Why Founders Struggle with Decision-Making and Focus
Entrepreneurs are bombarded with choices daily. From product development to marketing strategies, hiring decisions to new business opportunities, the sheer number of decisions can be overwhelming. Without a strong filtering system, founders often:
- Chase shiny objects instead of sticking to a strategy.
- Say yes to everything, spreading themselves too thin.
- Waste time on low-value tasks instead of high-impact work.
- Second-guess decisions, leading to paralysis and hesitation.
The key to making faster, smarter, and more confident decisions is having a strong filtering system—a mental framework to separate what truly matters from distractions.
What Are Filters?
Filters are mental decision-making frameworks that help you quickly assess:
- What’s worth your time and what’s not.
- What aligns with your long-term goals and what’s a distraction.
- What brings the highest return on effort and what’s just busywork.
A strong filter allows you to operate with clarity, confidence, and focus rather than feeling overwhelmed and reactive.
1. The “Give a Damn” Rule: What Truly Matters?
One of the fastest ways to reduce overwhelm is to separate what actually matters from what doesn’t. Too many founders stress over things that have little to no impact on their success.
How to Apply This Rule:
- List everything that’s demanding your time and attention.
- Ask yourself: “Does this significantly impact my long-term vision?”
- If the answer is no, eliminate or deprioritize it.
Journal Prompt:
“What am I currently giving too much attention to that doesn’t truly matter? What should I stop caring about?”
2. The 80/20 Rule: Focus on High-Impact Work
The Pareto Principle (80/20 Rule) states that 80% of results come from 20% of actions. The challenge is identifying which 20% of tasks, clients, or strategies are truly moving the needle.
How to Apply This Rule:
- Review your past month’s activities and results.
- Identify the tasks that created the most value (leads, sales, growth).
- Double down on those and eliminate or automate the rest.
Journal Prompt:
“What 20% of my work is creating 80% of my progress? How can I focus more on that?”
3. The “Hell Yes or No” Framework: Making Faster Decisions
Derek Sivers popularized the “Hell Yes or No” rule—if an opportunity, project, or decision doesn’t immediately excite you, the answer should be no.
How to Apply This Rule:
- When faced with a new opportunity, ask yourself: “Am I truly excited about this?”
- If it’s a lukewarm “maybe,” it’s probably a no.
- This keeps your energy focused on high-value opportunities.
Journal Prompt:
“What am I currently saying ‘yes’ to that I should actually say ‘no’ to?”
4. The Decision Matrix: Evaluating New Opportunities
When making a business decision, use a simple decision matrix to evaluate options based on:
- Alignment – Does it fit my long-term vision?
- Impact – Will it generate meaningful results?
- Effort – Is the effort required worth the reward?
- Leverage – Can I maximize results with minimal resources?
How to Apply This Rule:
- Before committing to a project or investment, score it on these four factors (1-10).
- If it scores low on alignment or impact, reconsider.
Journal Prompt:
“What big decision am I facing? How does it score in alignment, impact, effort, and leverage?”
5. The Not-To-Do List: Eliminating Low-Value Work
Many founders create endless to-do lists, but few take the time to create a not-to-do list—a list of tasks, habits, or commitments that drain time without delivering real value.
How to Apply This Rule:
- Write down tasks that consume time but don’t move the business forward.
- Identify things you’re doing just out of habit, obligation, or fear.
- Delegate, automate, or eliminate those activities.
Journal Prompt:
“What am I doing out of habit or obligation that I should remove from my schedule?”
6. Applying Filters to Everyday Decision-Making
Daily Habit: “The Focus Check”
Each morning, ask: “What’s the highest-impact thing I can work on today?”
Weekly Habit: “The Priority Review”
- List everything demanding your attention.
- Cut 20% of tasks that don’t align with your goals.
Monthly Habit: “The Energy Audit”
- Review what drained vs. energized you.
- Eliminate or delegate tasks that deplete energy without results.
Final Thoughts: The Power of Strong Filters
Entrepreneurs who build strong decision filters achieve more by doing less. By applying The Filters Framework, you will:
- Gain clarity by focusing only on high-impact work.
- Make faster, more confident decisions without second-guessing.
- Eliminate low-value distractions that slow you down.
Want to go deeper? Download the Startup Journal Decision-Making Guide to master the art of focus.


## Exercise requirements
Each record below needs to be reproduced precisely, though not its pictures.

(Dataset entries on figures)
# # # # # # #
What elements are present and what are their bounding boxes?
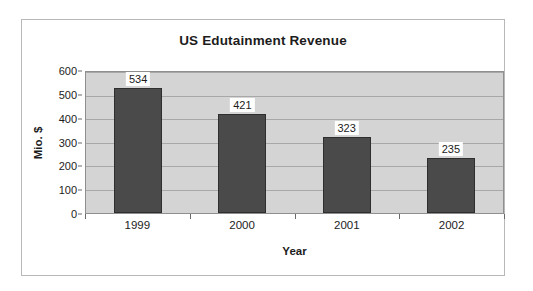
y-axis-tick-mark — [78, 118, 82, 119]
bars-layer: 534421323235 — [86, 72, 503, 213]
bar-value-label: 421 — [230, 98, 254, 112]
x-axis-tick-label: 2002 — [399, 219, 504, 232]
bar-value-label: 235 — [439, 142, 463, 156]
plot-area: 534421323235 — [85, 71, 504, 214]
bar[interactable] — [218, 114, 266, 213]
x-axis-tick-label: 2001 — [295, 219, 400, 232]
y-axis-tick-labels: 6005004003002001000 — [44, 71, 82, 214]
y-axis-tick-label: 500 — [59, 89, 77, 100]
y-axis-tick-label: 300 — [59, 137, 77, 148]
y-axis-tick-mark — [78, 166, 82, 167]
x-axis-tick-mark — [504, 214, 505, 219]
chart-frame: US Edutainment Revenue Mio. $ 6005004003… — [21, 19, 505, 276]
bar[interactable] — [114, 88, 162, 213]
chart-title: US Edutainment Revenue — [22, 33, 504, 48]
y-axis-tick-label: 200 — [59, 161, 77, 172]
bar-slot: 421 — [190, 72, 294, 213]
x-axis-tick-labels: 1999200020012002 — [85, 219, 504, 232]
x-axis-tick-label: 2000 — [190, 219, 295, 232]
bar-slot: 323 — [295, 72, 399, 213]
y-axis-title-label: Mio. $ — [32, 126, 44, 159]
y-axis-tick-mark — [78, 214, 82, 215]
bar-value-label: 323 — [334, 121, 358, 135]
bar[interactable] — [323, 137, 371, 213]
y-axis-tick-label: 0 — [71, 209, 77, 220]
y-axis-tick-mark — [78, 142, 82, 143]
y-axis-tick-mark — [78, 190, 82, 191]
x-axis-tick-label: 1999 — [85, 219, 190, 232]
y-axis-tick-label: 400 — [59, 113, 77, 124]
bar-value-label: 534 — [126, 72, 150, 86]
bar-slot: 235 — [399, 72, 503, 213]
y-axis-tick-mark — [78, 71, 82, 72]
x-axis-title: Year — [85, 245, 504, 257]
bar-slot: 534 — [86, 72, 190, 213]
y-axis-tick-mark — [78, 94, 82, 95]
y-axis-tick-label: 100 — [59, 185, 77, 196]
bar[interactable] — [427, 158, 475, 213]
y-axis-tick-label: 600 — [59, 66, 77, 77]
# # # # # # #
## Expected output
What elements are present and what are their bounding boxes?
y-axis-tick-mark — [78, 118, 82, 119]
bars-layer: 534421323235 — [86, 72, 503, 213]
bar-value-label: 421 — [230, 98, 254, 112]
x-axis-tick-label: 2002 — [399, 219, 504, 232]
bar-value-label: 235 — [439, 142, 463, 156]
plot-area: 534421323235 — [85, 71, 504, 214]
bar[interactable] — [218, 114, 266, 213]
x-axis-tick-label: 2001 — [295, 219, 400, 232]
y-axis-tick-labels: 6005004003002001000 — [44, 71, 82, 214]
y-axis-tick-label: 500 — [59, 89, 77, 100]
y-axis-tick-label: 300 — [59, 137, 77, 148]
y-axis-tick-mark — [78, 166, 82, 167]
x-axis-tick-mark — [504, 214, 505, 219]
chart-frame: US Edutainment Revenue Mio. $ 6005004003… — [21, 19, 505, 276]
bar[interactable] — [114, 88, 162, 213]
chart-title: US Edutainment Revenue — [22, 33, 504, 48]
y-axis-tick-label: 200 — [59, 161, 77, 172]
bar-slot: 421 — [190, 72, 294, 213]
x-axis-tick-labels: 1999200020012002 — [85, 219, 504, 232]
x-axis-tick-label: 2000 — [190, 219, 295, 232]
bar-slot: 323 — [295, 72, 399, 213]
y-axis-title-label: Mio. $ — [32, 126, 44, 159]
y-axis-tick-mark — [78, 214, 82, 215]
bar-value-label: 323 — [334, 121, 358, 135]
bar[interactable] — [323, 137, 371, 213]
y-axis-tick-label: 0 — [71, 209, 77, 220]
y-axis-tick-mark — [78, 142, 82, 143]
y-axis-tick-mark — [78, 190, 82, 191]
x-axis-tick-label: 1999 — [85, 219, 190, 232]
y-axis-tick-label: 400 — [59, 113, 77, 124]
bar-value-label: 534 — [126, 72, 150, 86]
bar-slot: 235 — [399, 72, 503, 213]
y-axis-tick-mark — [78, 71, 82, 72]
x-axis-title: Year — [85, 245, 504, 257]
bar-slot: 534 — [86, 72, 190, 213]
y-axis-tick-mark — [78, 94, 82, 95]
y-axis-tick-label: 100 — [59, 185, 77, 196]
bar[interactable] — [427, 158, 475, 213]
y-axis-tick-label: 600 — [59, 66, 77, 77]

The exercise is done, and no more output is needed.